Thursday, August 23, 2012

THE COSMIC MAN (1959), WARNING FROM SPACE (1956)



PHENOMENALITY: *marvelous*
MYTHICITY: *poor*
FRYEAN MYTHOS: *drama*
CAMPBELLIAN FUNCTION: *sociological, cosmological*

I decided to bracket these two 1950s SF-films because one is called simply THE COSMIC MAN, while an alternate title for WARNING FROM SPACE is "The Cosmic Man appears in Tokyo."  Both are slightly dull, obviously under-budgeted timekillers that judge man for his shortcomings but don't have much to offer beyond a little light polemic.

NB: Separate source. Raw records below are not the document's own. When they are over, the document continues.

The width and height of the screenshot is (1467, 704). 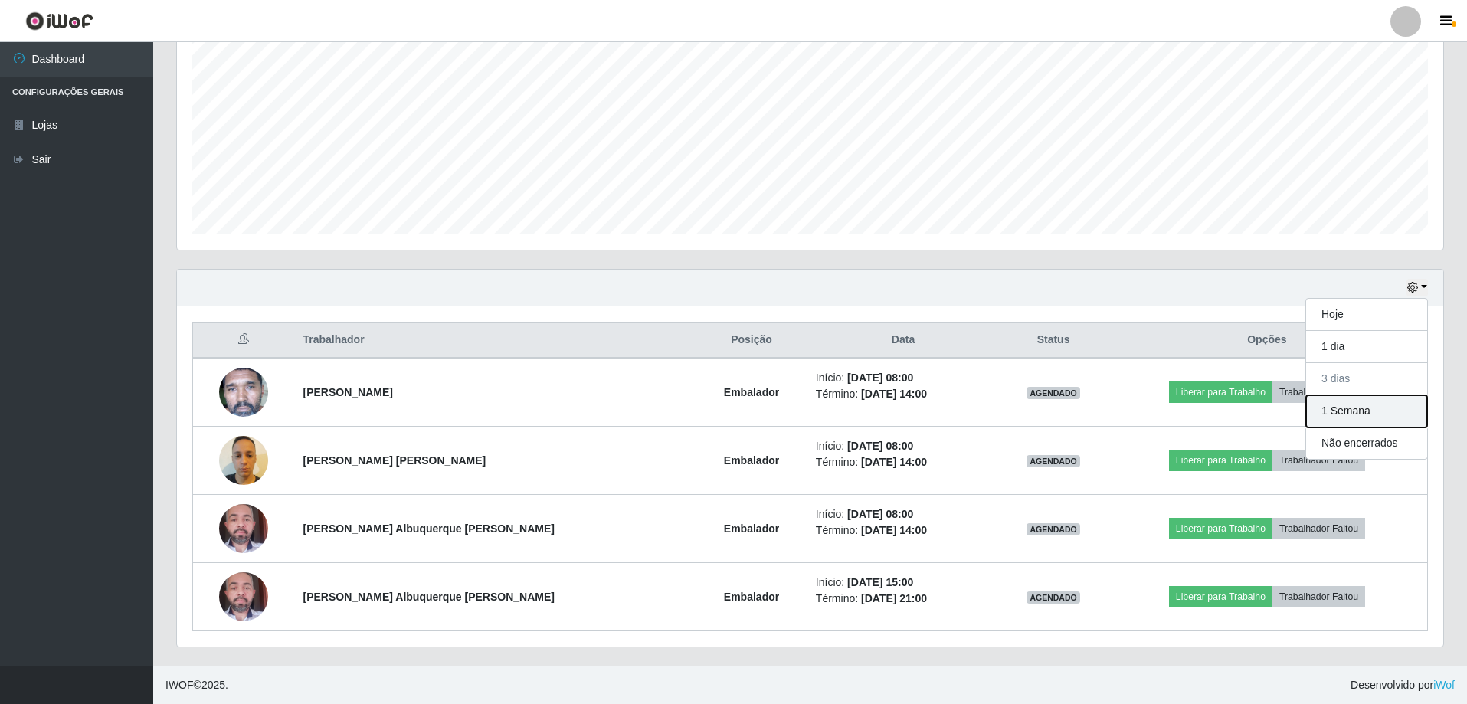 I want to click on th: Trabalhador, so click(x=495, y=340).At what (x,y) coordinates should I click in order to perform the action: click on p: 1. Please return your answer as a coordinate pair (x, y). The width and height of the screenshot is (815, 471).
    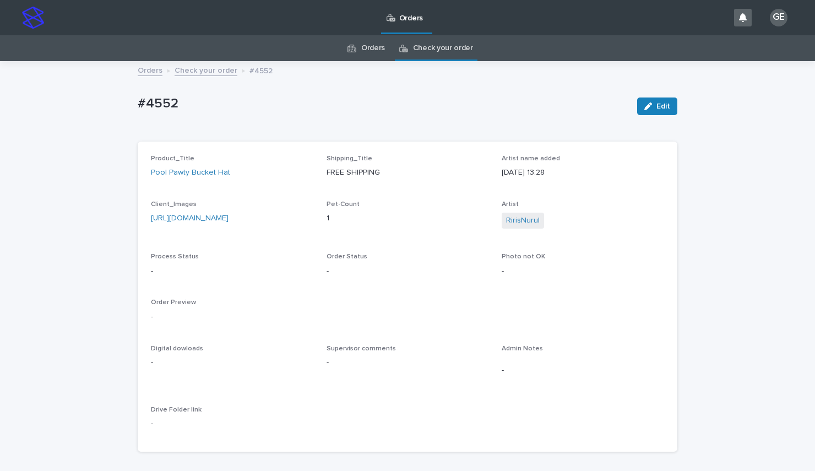
    Looking at the image, I should click on (408, 218).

As many before have observed, COSMIC MAN is not much more than a colorless recapitulation of the storyline of 1951's THE DAY THE EARTH STOOD STILL, minus the cool robot and the parallels to Christian mythology.  The Cosmic Man (John Carradine, not evincing more than his usual sonorous voice) comes to Earth to poke around and study the humans' primitive ways.  Officers of the military are freaked out by his giant ping-pong-ball spaceship, which no instruments can penetrate.  Resident scientist Karl Sorenson attempts to offer a voice of reason and ends up being contacted by the curious alien.  The military doesn't like that and attempts to shoot the Cosmic Man down like a dog, but he wears a shield that foils all their efforts.  Cosmic Man also befriends a young woman and her son (standing in for similar characters in DAY), but they are if anything flatter than the scientist and the colonel in charge of the military task force.

Director Herbert Greene and scripter Arthur C. Pierce create almost zero suspense in their scenario, attempting at the eleventh hour to duplicate the Christ-motif of DAY by having the Cosmic Man sacrifice his life for the young boy but then "rise again"-- or at least, it's implied that he may live again after his dead body gets teleported away. 

The film's only distinction is that this was Pierce's first SF-script.  Pierce would go on to script and direct a handful of minor SF-films, the best of which was 1960's BEYOND THE TIME BARRIER.


WARNING FROM SPACE is a good deal less preachy, though it does make a few comments about human beings' unreasoning fear of the unknown, giving it a slight similarity to 1953's IT CAME FROM OUTER SPACE. 

In this case, however, the aliens aren't merely passing through.  Rather, the starfish-shaped creatures have observed that a mammoth meteor is approaching Earth.  The aliens attempt to warn human beings, but they arouse only fear.  Finally one of them assumes human form and makes human beings aware of the danger.

From that point, the remainder of the film deals with humanity's attempt to divert the meteor.  Oddly given Japan's experience as the first target of a nuclear weapon, a nuclear device proves the only method by which the deadly meteor can be diverted.   Still, I can't help but feel that the scripters were simply borrowing from the GODZILLA scenario in this respect.

WARNING, while not long on thrills, nevertheless does well with the costumes of the starfish-aliens.  They'll strike some viewers as risible, but the thing I enjoyed most in the entire picture was a skillful time-lapse sequence in which the alien-turned-female agent slowly transforms back into starfish-form.  It was the one part of the film that attempted to put across the "sense of wonder" in the best SF-cinema-- something that the later COSMIC MAN dismally failed to communicate.